Lot Essay
In 1917, at the age of 31, Jacques Majorelle arrived in Tangiers on his first visit to Morocco. Overawed by the country, he would eventually spend the rest of his life there. As early as 1923 he began work on his villa in Marrakech, built in the Moorish style, and whose gardens, restored with Yves Saint-Laurent and Pierre Bergi, are now world famous.
Majorelle followed in the footsteps of Delacroix and the famous Orientalist painters who had travelled to North Africa in the mid-19th century. However he developed and created a new pictorial language in which the legacy of Orientalism is subsumed to the new modernist currents in paintings. The painter leaves behind the imaginary Orient, the fashionable Harem scenes, Fantasias, Palace guards, to focus more on everyday subjects: the souks, the markets and city life. In 1919, he embarked on his first expedition to the Atlas Mountains where he discovered a fascinating new world and a wealth of new subjects. He was entranced both by the abstract mud brick architecture of these remote, almost feudal villages, assemblages of fortified Kasbahs known as Ksars, and by their inhabitants who seemed to live in another age.

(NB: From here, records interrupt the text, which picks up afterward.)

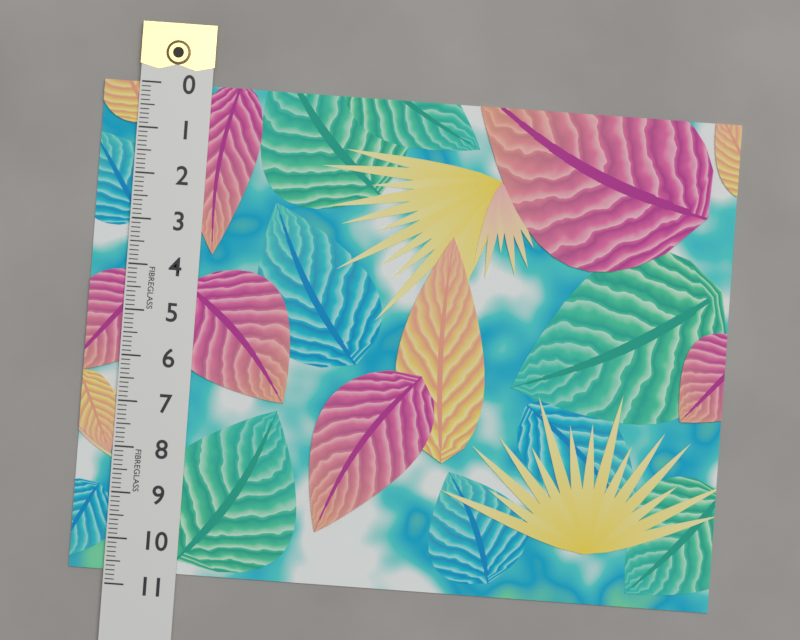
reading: 10.7 (no unit)
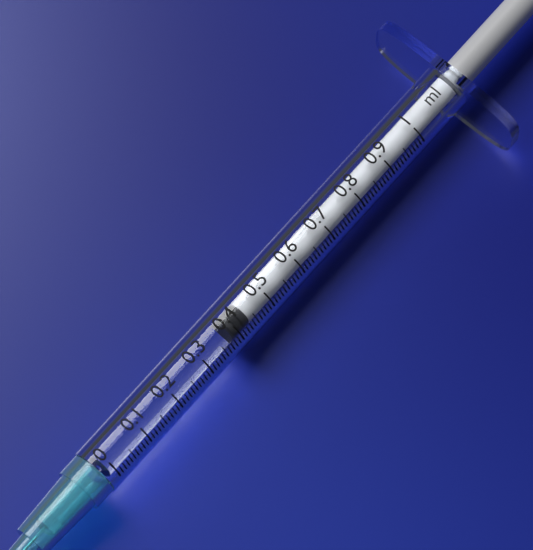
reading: 0.39 ml
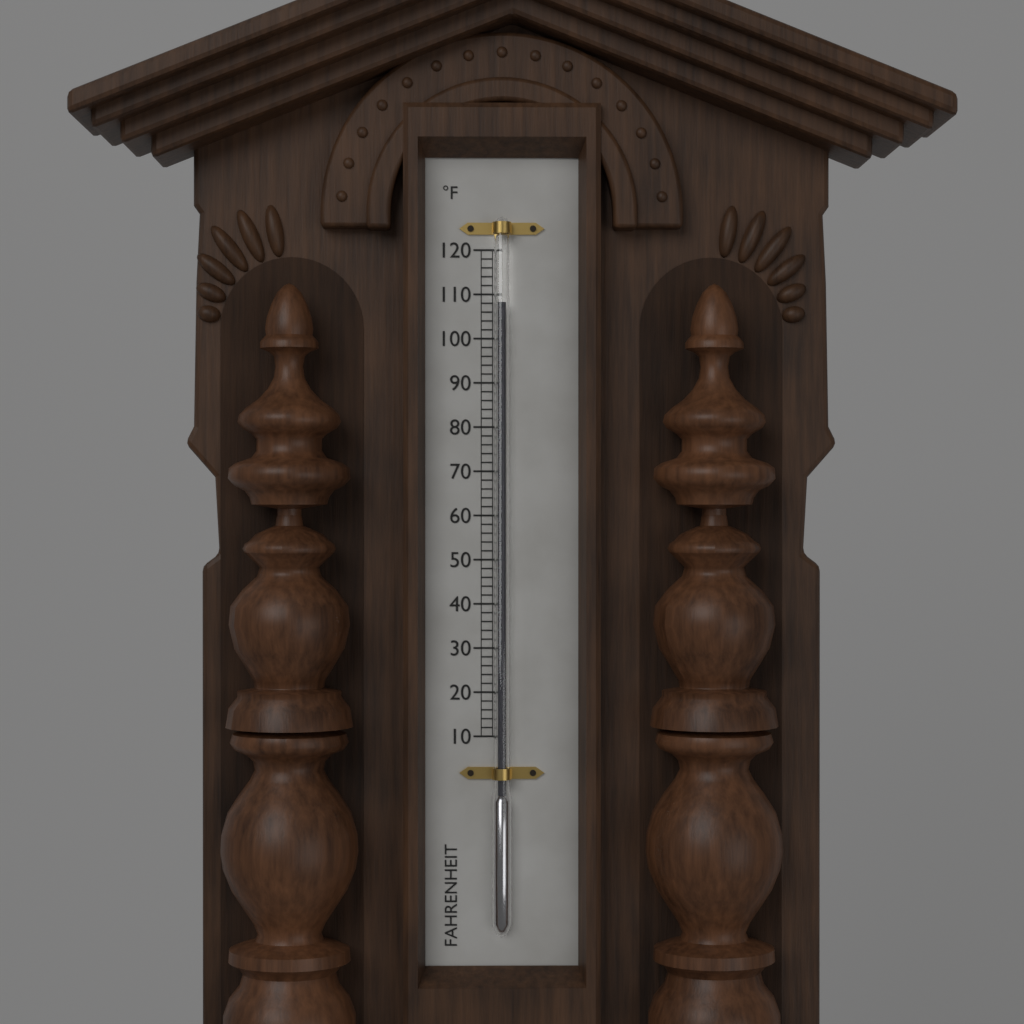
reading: 108 °F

In the present work, it is the local people that interest the artist. We are not in the historical centre of Marrakech but on the periphery. The architectural background is rustic but serves as a perfect setting for the figures, aligned in an almost frieze-like composition, which gains an impressive monumentality. Majorelle plays on the contrasts between the earth tones and the deep colours of the traditional clothing. The technique he uses is unique, starting with a black carton from which he draws out luminous contrasts, building up the figures in reverse, and finishing the whole with his signature highlights of gold and silver paint. This work is highly significant as it combines Majorelles genuine interest in the daily life of his adoptive country with his highly modern and distinctive style.
Majorelle followed in the footsteps of Delacroix and the famous Orientalist painters who had travelled to North Africa in the mid-19th century. However he developed and created a new pictorial language in which the legacy of Orientalism is subsumed to the new modernist currents in paintings. The painter leaves behind the imaginary Orient, the fashionable Harem scenes, Fantasias, Palace guards, to focus more on everyday subjects: the souks, the markets and city life. In 1919, he embarked on his first expedition to the Atlas Mountains where he discovered a fascinating new world and a wealth of new subjects. He was entranced both by the abstract mud brick architecture of these remote, almost feudal villages, assemblages of fortified Kasbahs known as Ksars, and by their inhabitants who seemed to live in another age.
In the present work, it is the local people that interest the artist. We are not in the historical centre of Marrakech but on the periphery. The architectural background is rustic but serves as a perfect setting for the figures, aligned in an almost frieze-like composition, which gains an impressive monumentality. Majorelle plays on the contrasts between the earth tones and the deep colours of the traditional clothing. The technique he uses is unique, starting with a black carton from which he draws out luminous contrasts, building up the figures in reverse, and finishing the whole with his signature highlights of gold and silver paint. This work is highly significant as it combines Majorelles genuine interest in the daily life of his adoptive country with his highly modern and distinctive style.